Xterm, and um, kerberos, kinda

This past week, we released security updates for xterm. Kerberos got a bit of a clean up, and 1.4 finally got unmasked. That was fun. OK, so I need a favour. Can the people who’ve tried to use xterm-202 please report as to what went wrong with it? Like, the different behaviour in Gentoo, as compared to xterm-200. Please report in your comments to the blog, rather than bugzilla. The reason I ask this is that xterm-202 behaves really badly for me. And Thomas asked me to send him debugging output for both 200 and 202 weeks ago, but I haven’t had the time.

The nice thing is that at work, I’ve been learning how to deploy subversion and trac for a specific subset of our developers. Maybe we’ll get to show off how nice it is (I really like them both so far!), and the main development stuff can move over to those as well in the future? Here’s hoping. Also, started deploying OpenVPN. The first guinea pigs are trying this weekend. Well, we got some USB keys this past week, so I was able to generate certificates for people and then have them take those home on the keys (after they entered passphrases). I also generated some ssh keypairs for some people to remotely log in. Now, we can have remote access capabilities start to come back up.

More this week.

Finally, the end of Star Wars!

So, this weekend we hadn’t actually planned on going to see Episode III. We had, instead, planned on going to Charlestown and Faneuil Hall and stuff. Then the weather happened: it poured and oozed heat/moisture. Really uncomfortable stuff! As it turns out, three of us hated the weather, one of us did not. So the one who did not relented and we all went somewhere air conditioned: the theatre.

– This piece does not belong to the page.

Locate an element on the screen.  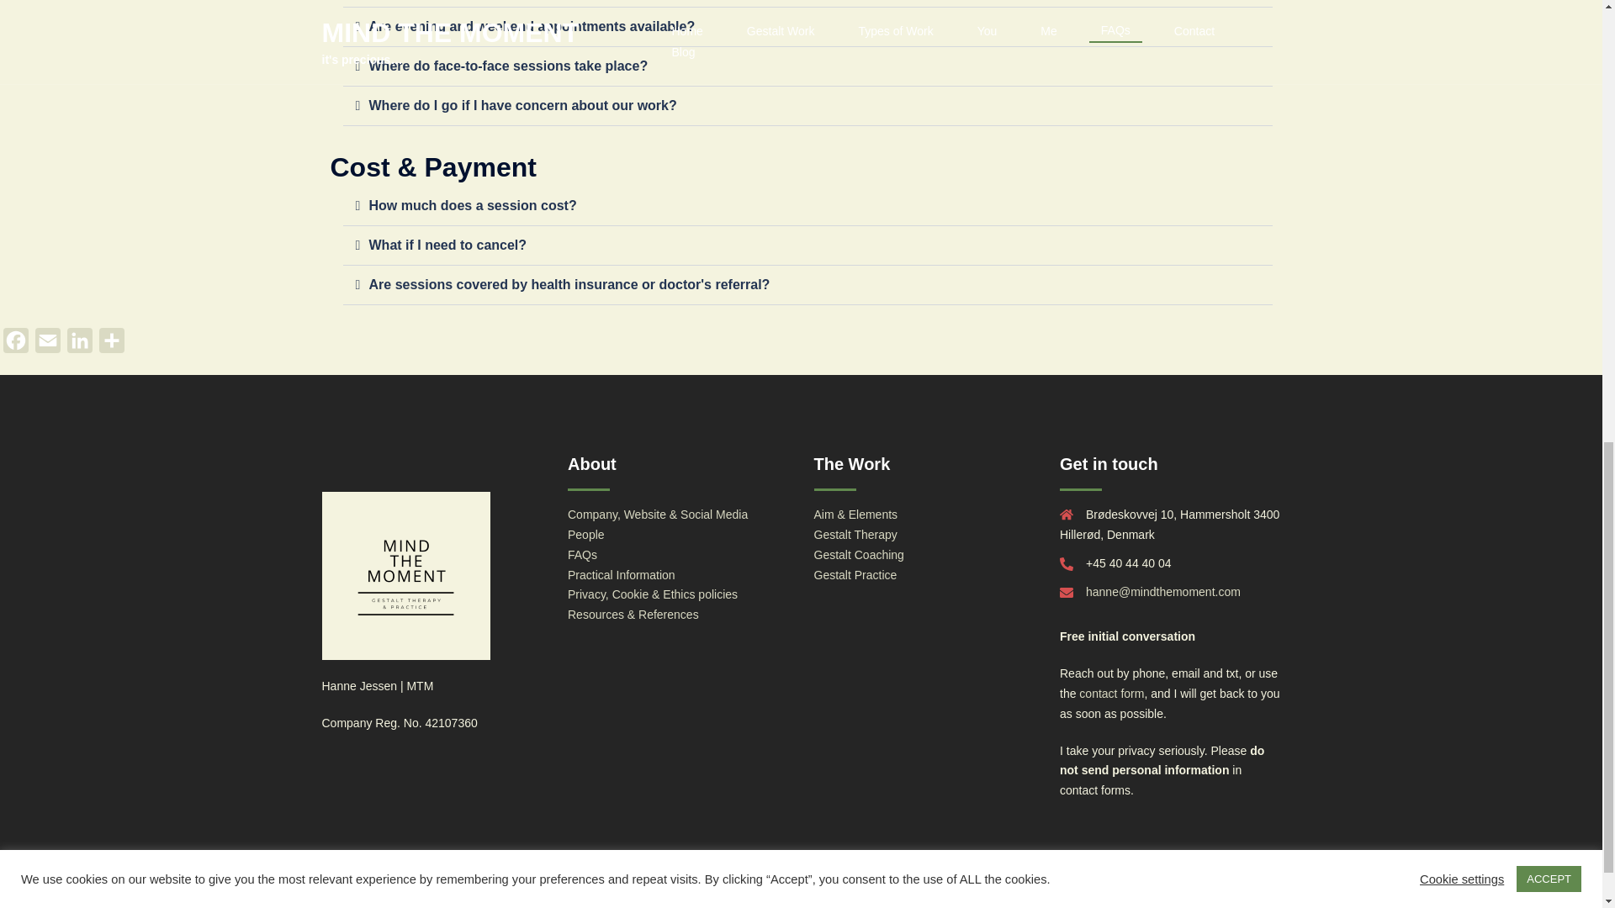
Email is located at coordinates (48, 344).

As fate would have it, I’d been reading Darth Vader’s Blog all week, so the timing was pretty perfect. Let me tell you, Cheeseburger/MFDH (the Darth Side’s author) has it right. He knows how a tale is to be weaved. And he reminded me of how much I loved Star Wars as a kid. And he did almost exactly the way that Episode 1 did not. Episode 1, in fact, made me avoid Episode 2. Moral, George Lucas is still a fucking hack, but Episode III was really good. I don’t know — maybe it was the darkness (relatively speaking) of the movie with respect to The Phantom Episode — kinda like how Empire was the best of the first 3 (and Jedi arguably the worst — gimme Pigs in Space if you want to give me muppets). Or, maybe it was the fact that now, finally, no more Star Wars movies! That’s a relief in itself, because we can collectively move on.

Hmm, no I’m not negative about it. Episode III definitely had a lot of moments. Some that I liked were:

  • Padme’s comment during Palpatine’s congressional speech — where she comments on liberty being lost to the sound of thunderous applause
  • yoda — so that is what all you all have been talking about in Episode II
  • Chewy
  • The 1 second of Millenium Falcon earlier on in the movie

Things I didn’t get (or at least, things which don’t really connect to the first trilogy):

  • Wherefore art thou, Han Solo?
  • How did Chewy and Han Solo hook up and become partners?
  • Actually, that’s all I can think of

Acting wise, Ewan MacGregor was great. I like him, and he did well in this movie. The kid who plays Anakin: can’t act. That’s not so bad I guess, coz the kid who played Luke couldn’t act either.

So that’s about it, for now. Epi 3, all in all, was not a bad movie at all.